• [THE PROBLEM]: Please restate every entry exactly. Leave out the pictures.

(Extracted data entries)

+++++

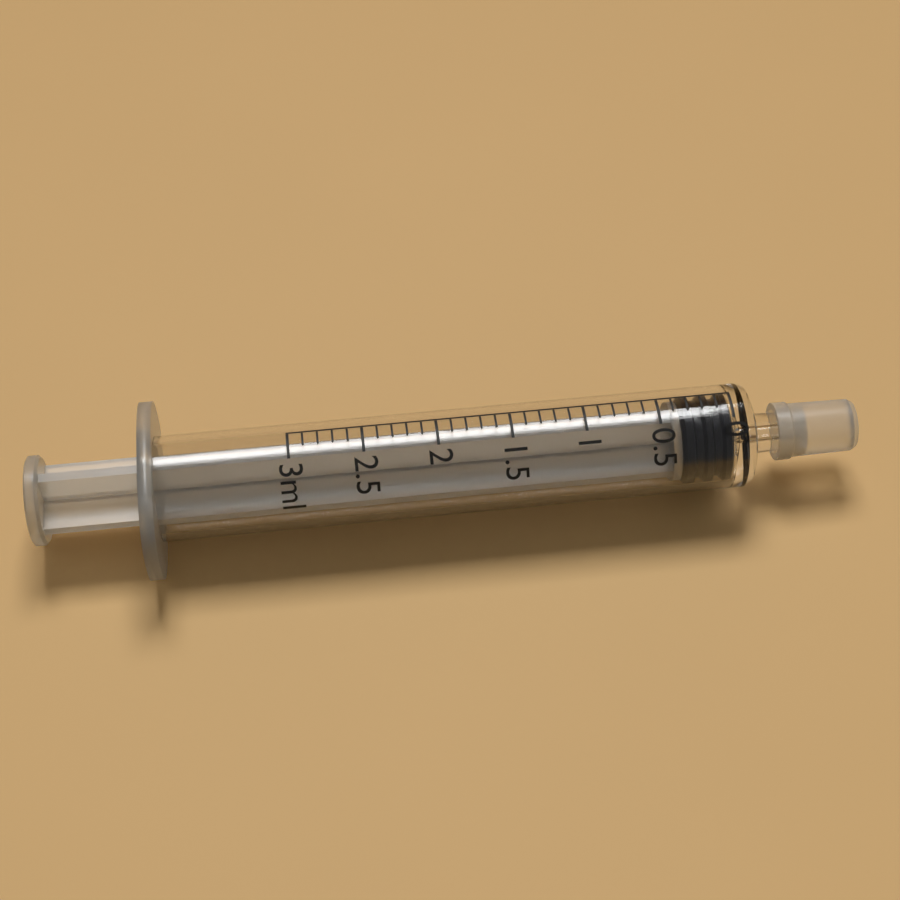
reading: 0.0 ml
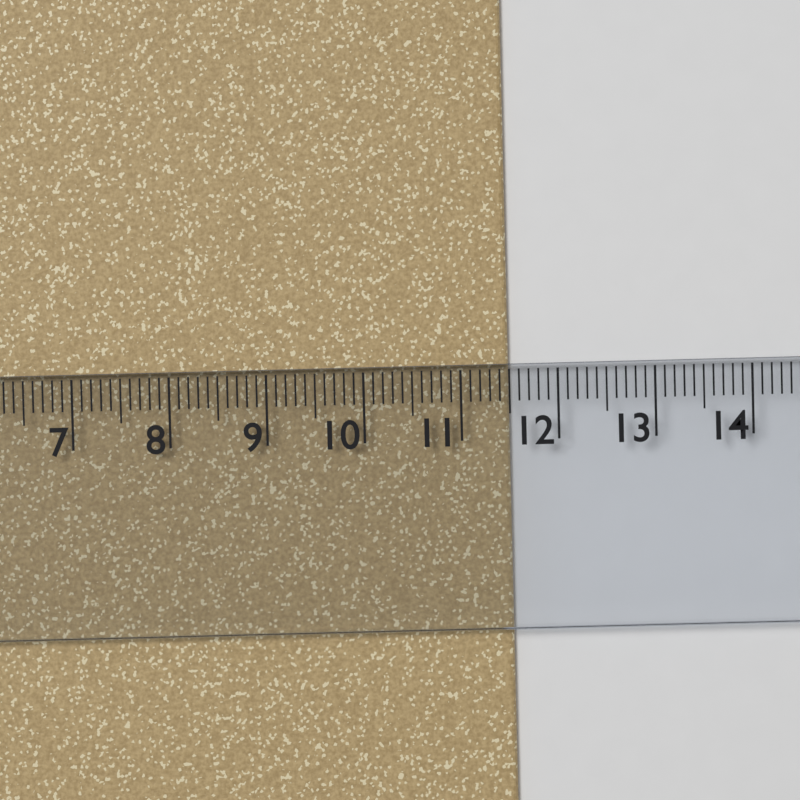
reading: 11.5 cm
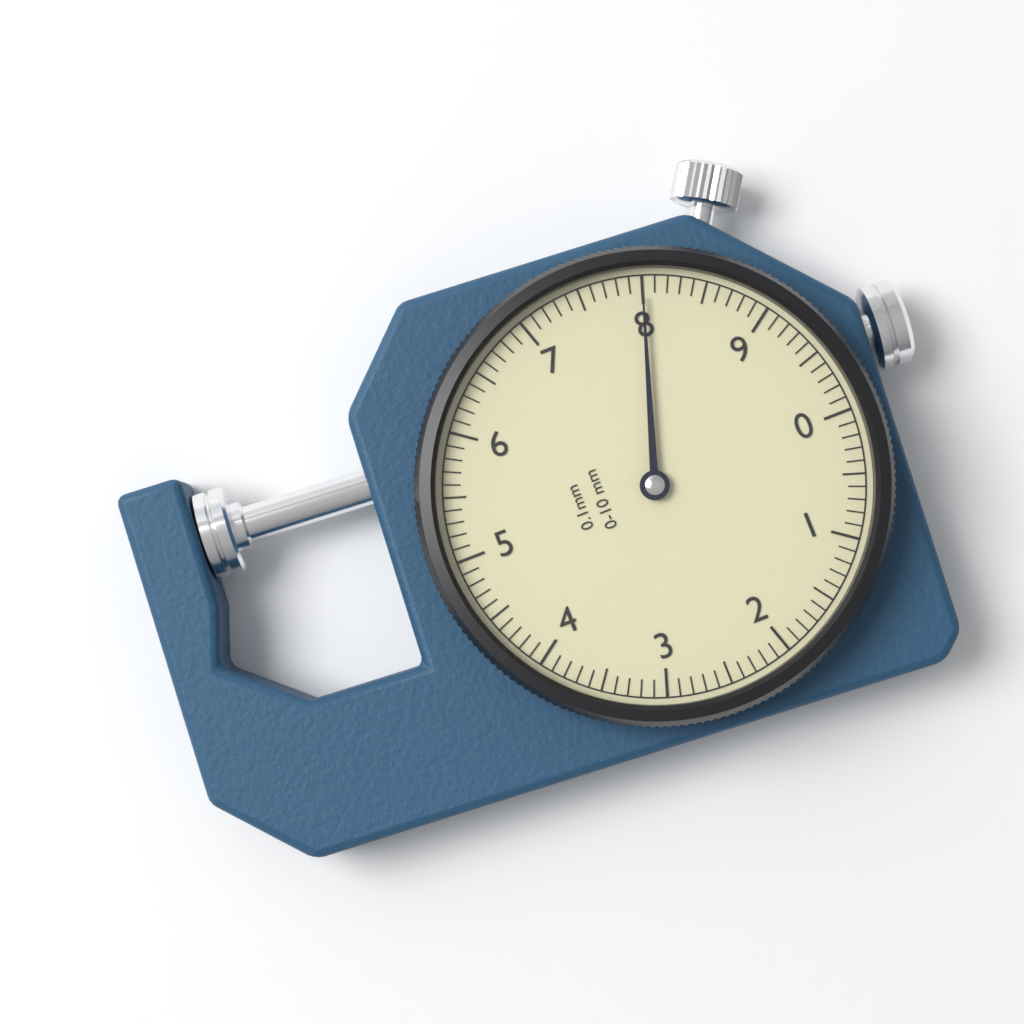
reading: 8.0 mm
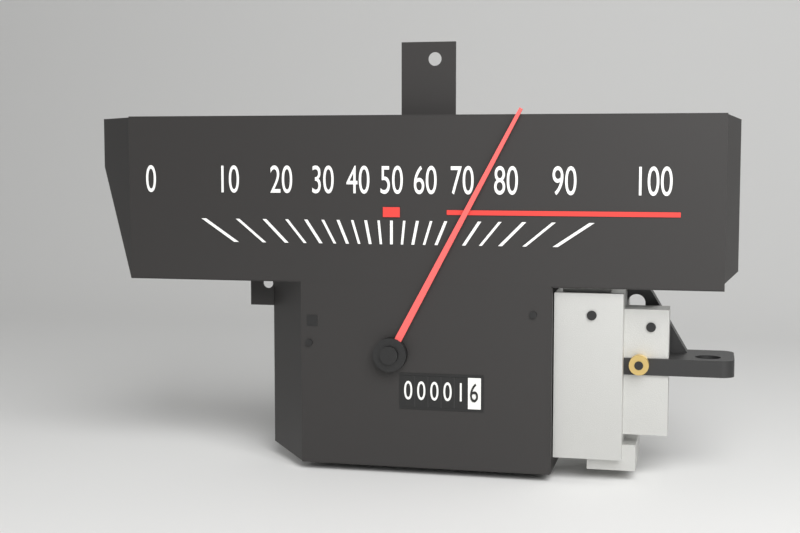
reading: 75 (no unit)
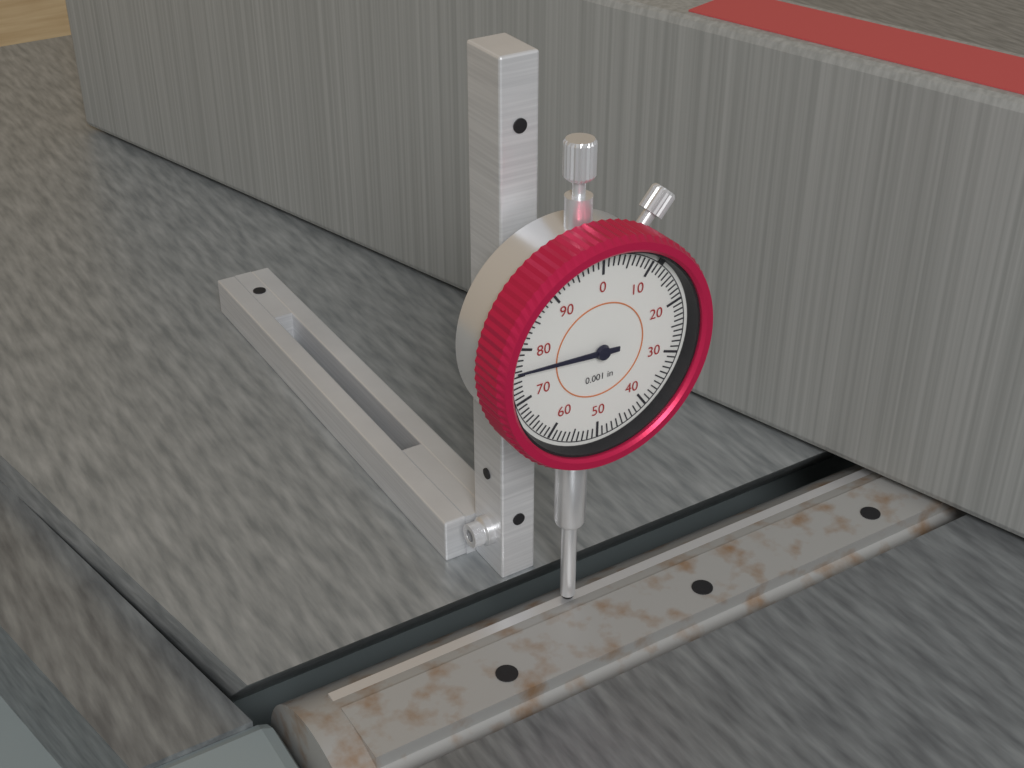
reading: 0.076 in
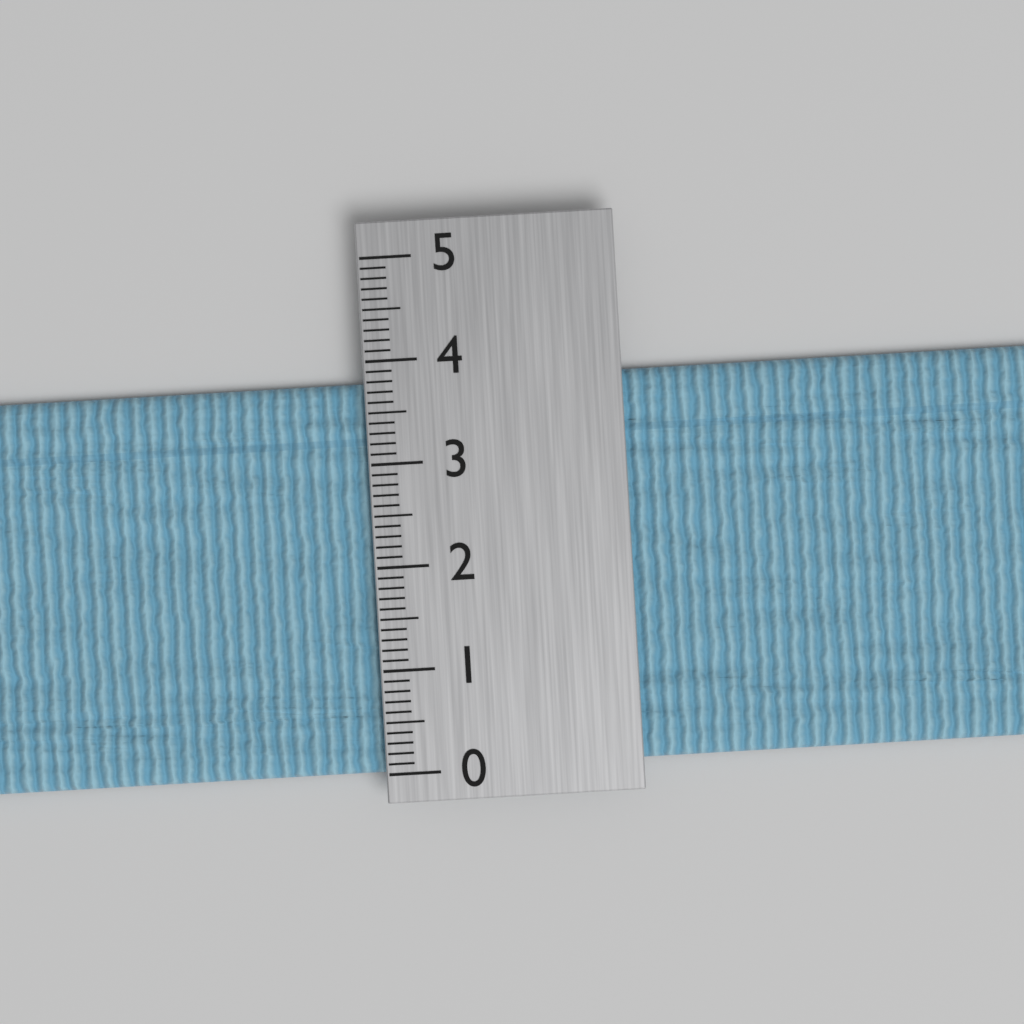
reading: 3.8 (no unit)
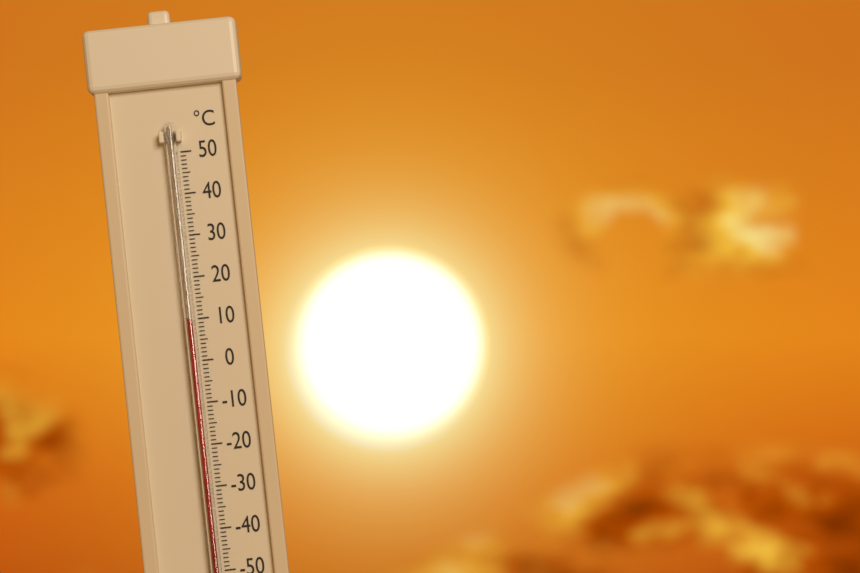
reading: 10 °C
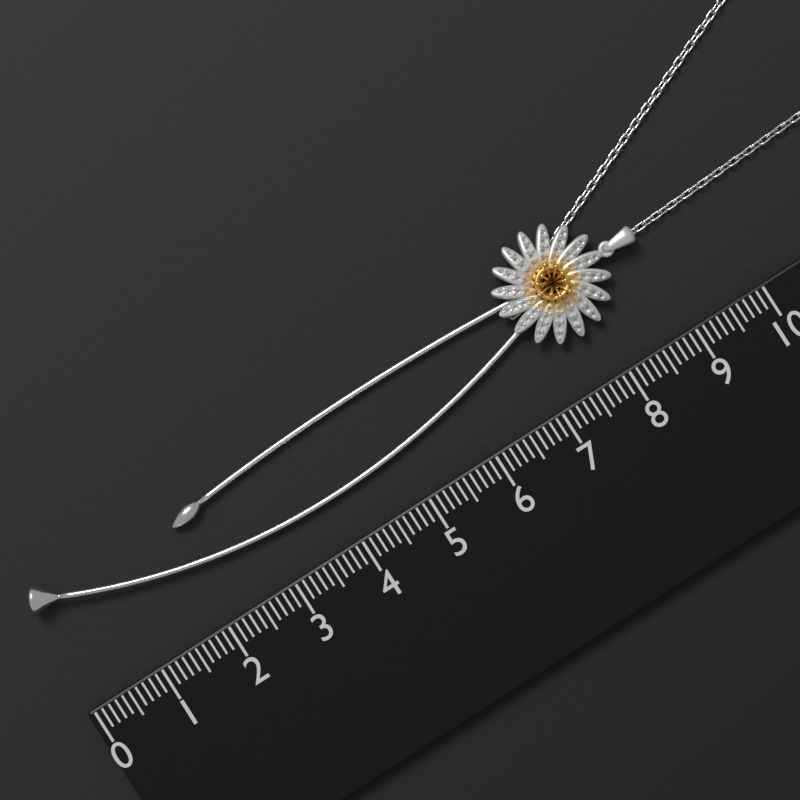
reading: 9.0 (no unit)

+++++

• [RESPONSE AREA]:
reading: 0.0 ml
reading: 11.5 cm
reading: 8.0 mm
reading: 75 (no unit)
reading: 0.076 in
reading: 3.8 (no unit)
reading: 10 °C
reading: 9.0 (no unit)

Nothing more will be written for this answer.